Clang those expensive prison doors shut

08 November 2010

Appears in: Archdiocesan News

Canada is about to spend billions of dollars on more prisons for all the wrong reasons, says the community chair of justice for the Church Council on Justice and Corrections (CCJC).

Lorraine Berzins

“Prisons are a terrible return on investment,” Lorraine Berzins said at an Oct. 20 forum on the criminal justice system.

Berzins said restorative justice achieves a higher level of satisfaction for both offenders and victims and leads to far less recidivism than do prisons. But, she said, “it’s underused and underfunded.”

The forum, sponsored by the Manitoba Interfaith Council (MIC) at the Canadian Mennonite University, was held in advance of Restorative Justice Week, Nov. 14-21.

Correctional Service Canada defines restorative justice as a non-adversarial, non-retributive approach to justice. It emphasizes healing in victims, meaningful accountability of offenders and the involvement of citizens in creating healthier, safer communities.

The CCJC is a national faith-based coalition of 11 founding churches, incorporated in 1972.

Berzins worked in federal penitentiaries for 14 years before joining the CCJC. She was the first female classification officer at a medium-security detention centre in Campbellford, Ont.

TAKEN HOSTAGE

In 1970, at age 26, she was taken hostage by a prisoner who demanded a car and escaped with her. The car broke down on a country road and an eight-hour standoff with police ensued. The life-changing experience gave her insights into the vulnerability and fears of both offenders and victims.

Berzins described popular thinking about the justice system as “binary”: “It’s about crime and time, someone is good or bad, punishment is tough or lenient, someone is a victim or an offender.

“But what it really is about is human behaviour, real life with real stories. It’s much more complex than those binary contradictions.

“There’s a big human story but we put it into a numbers game. We take it all and reduce it to, ‘Did he get enough time or did he walk?’ We’re locked in a mindset of crime plus time equals justice.”

Berzins said she doesn’t advocate the elimination of the criminal justice system but its focus must shift to the needs of the people in the system. Restorative justice, she said, is most applicable in cases involving non-violent crimes, the mentally ill, female offenders and young offenders.

“The inefficiency of the justice system creates social problems for cities and municipalities,” Berzins said.

“If you are going to have more people in prison how can cities support them when they re-integrate? What kind of people do we want to be, how do we want to live with one another?”

NO NEW PRISONS

At the forum the MIC circulated a petition supporting a letter to Prime Minister Stephen Harper from Bishop Gary Gordon of Whitehorse, expressing concern that the prime minister and the Government of Canada “in this time of financial cuts to important services, are prepared to significantly increase investment in the building of new prisons.”

Gordon, a prison chaplain for 22 years, said “new federal laws will ensure that more Canadians are sent to prison for longer periods, a strategy that has been repeatedly proven neither to reduce crime nor to assist victims.”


# WHAT IS REQUIRED:
Please take the records that follow and repeat exactly the lines starting with the line with "has height=604, width=1286." and going on through the line with "This screenshot has height=783, width=1117.".

# PROVIDED ENTRIES:

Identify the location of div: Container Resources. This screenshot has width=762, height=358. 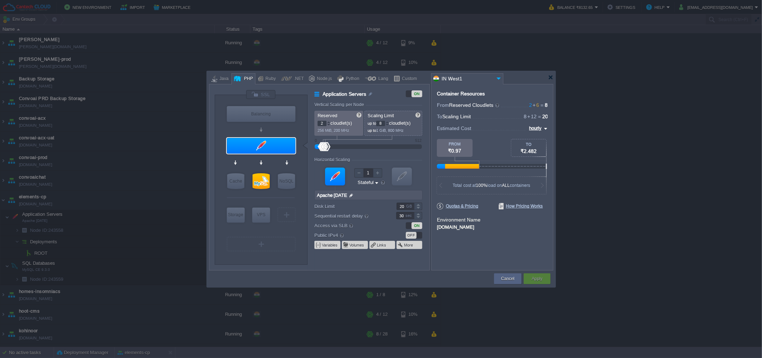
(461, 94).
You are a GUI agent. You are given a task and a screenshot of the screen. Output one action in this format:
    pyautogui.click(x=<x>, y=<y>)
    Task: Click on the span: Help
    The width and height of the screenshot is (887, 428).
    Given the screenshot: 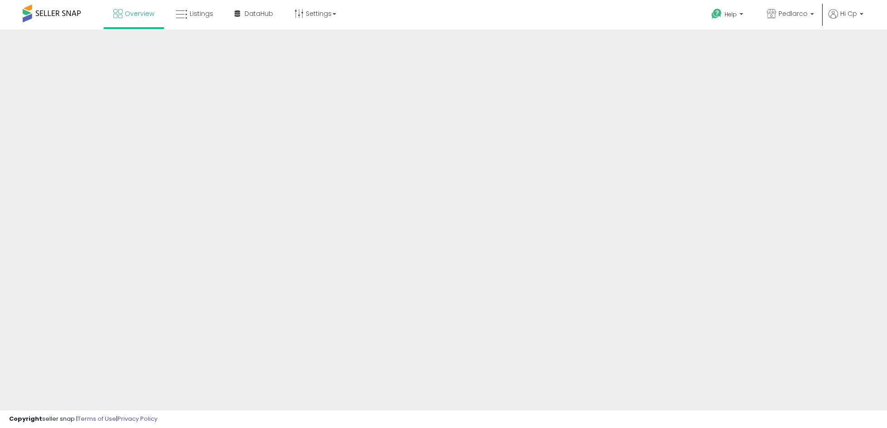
==
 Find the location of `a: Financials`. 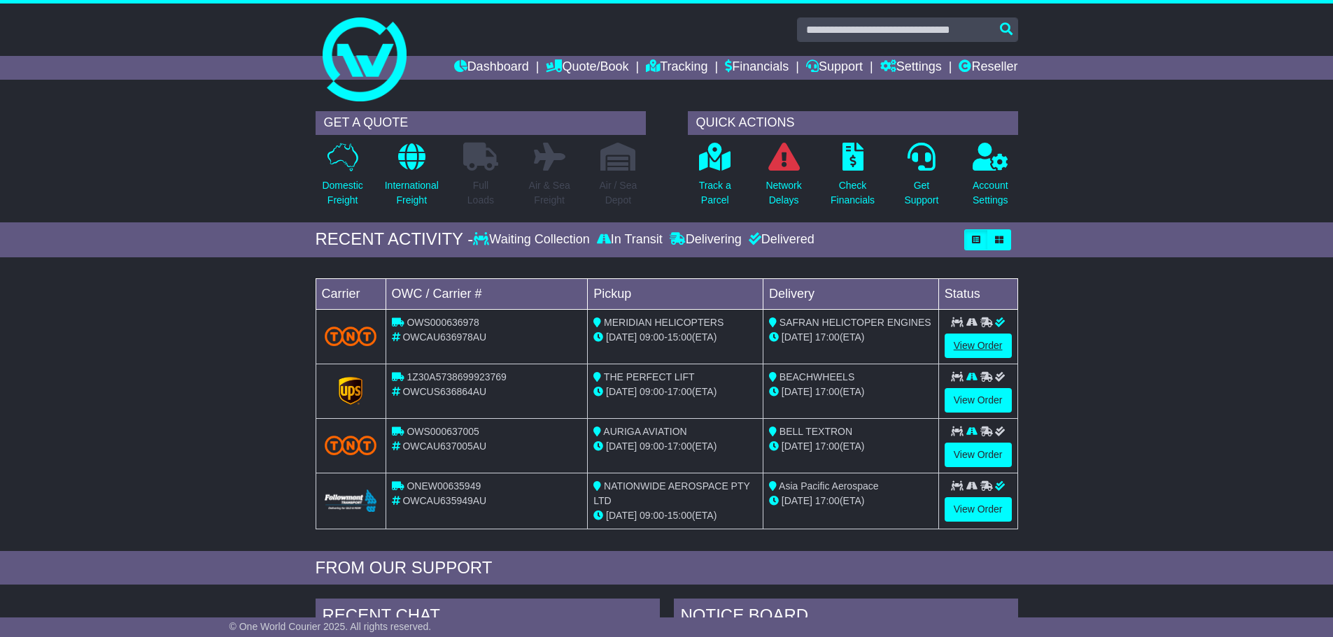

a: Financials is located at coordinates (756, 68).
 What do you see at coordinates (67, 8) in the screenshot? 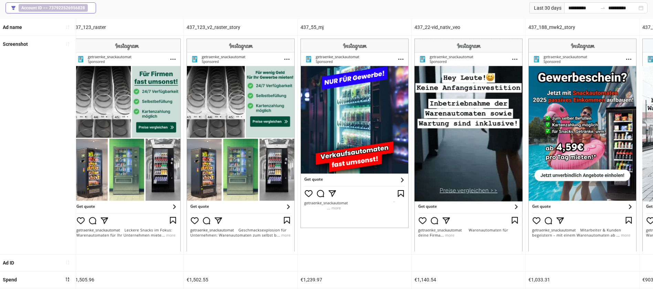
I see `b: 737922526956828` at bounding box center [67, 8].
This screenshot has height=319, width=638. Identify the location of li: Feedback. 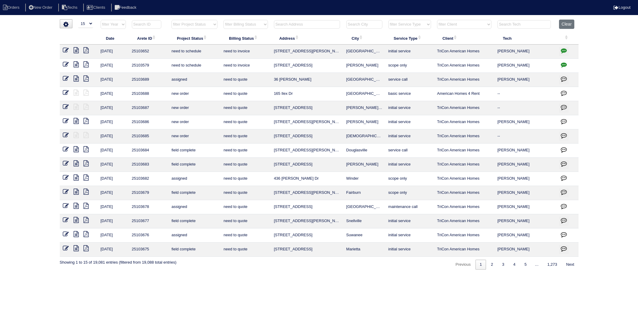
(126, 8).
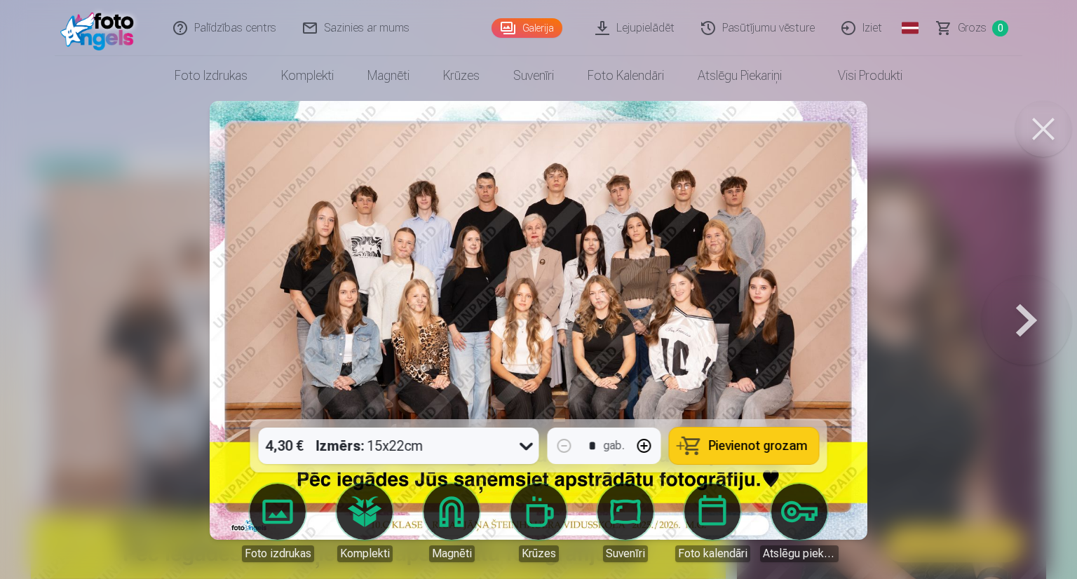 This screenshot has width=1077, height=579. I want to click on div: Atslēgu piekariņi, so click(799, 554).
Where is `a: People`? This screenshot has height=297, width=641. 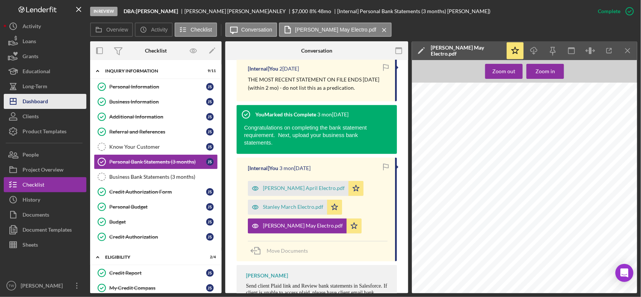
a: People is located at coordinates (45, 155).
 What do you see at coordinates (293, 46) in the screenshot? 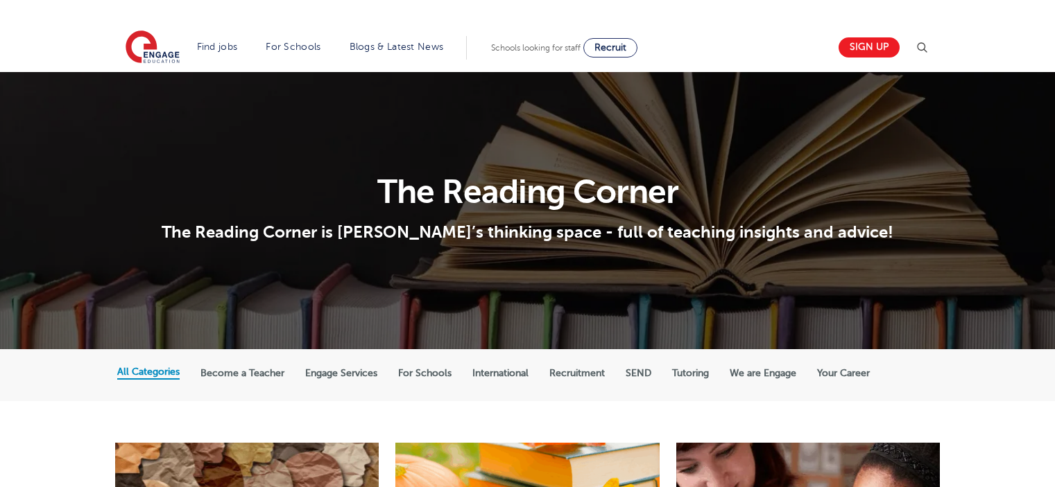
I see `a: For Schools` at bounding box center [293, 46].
--
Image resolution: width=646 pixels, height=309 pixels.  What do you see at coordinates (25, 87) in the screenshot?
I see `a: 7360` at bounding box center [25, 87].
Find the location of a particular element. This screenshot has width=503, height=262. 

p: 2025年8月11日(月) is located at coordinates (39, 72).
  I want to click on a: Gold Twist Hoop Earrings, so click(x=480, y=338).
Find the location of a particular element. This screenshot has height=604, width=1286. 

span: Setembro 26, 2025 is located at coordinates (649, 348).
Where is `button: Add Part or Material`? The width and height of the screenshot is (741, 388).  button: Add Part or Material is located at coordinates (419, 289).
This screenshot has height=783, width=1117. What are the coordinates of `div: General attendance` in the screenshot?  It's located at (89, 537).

# REPLY TO THE TASK:
Find the location of a particular element. This screenshot has height=604, width=1286. 

span: Setembro 26, 2025 is located at coordinates (649, 348).
Where is `button: Add Part or Material`? The width and height of the screenshot is (741, 388).  button: Add Part or Material is located at coordinates (419, 289).
This screenshot has height=783, width=1117. What are the coordinates of `div: General attendance` in the screenshot?  It's located at (89, 537).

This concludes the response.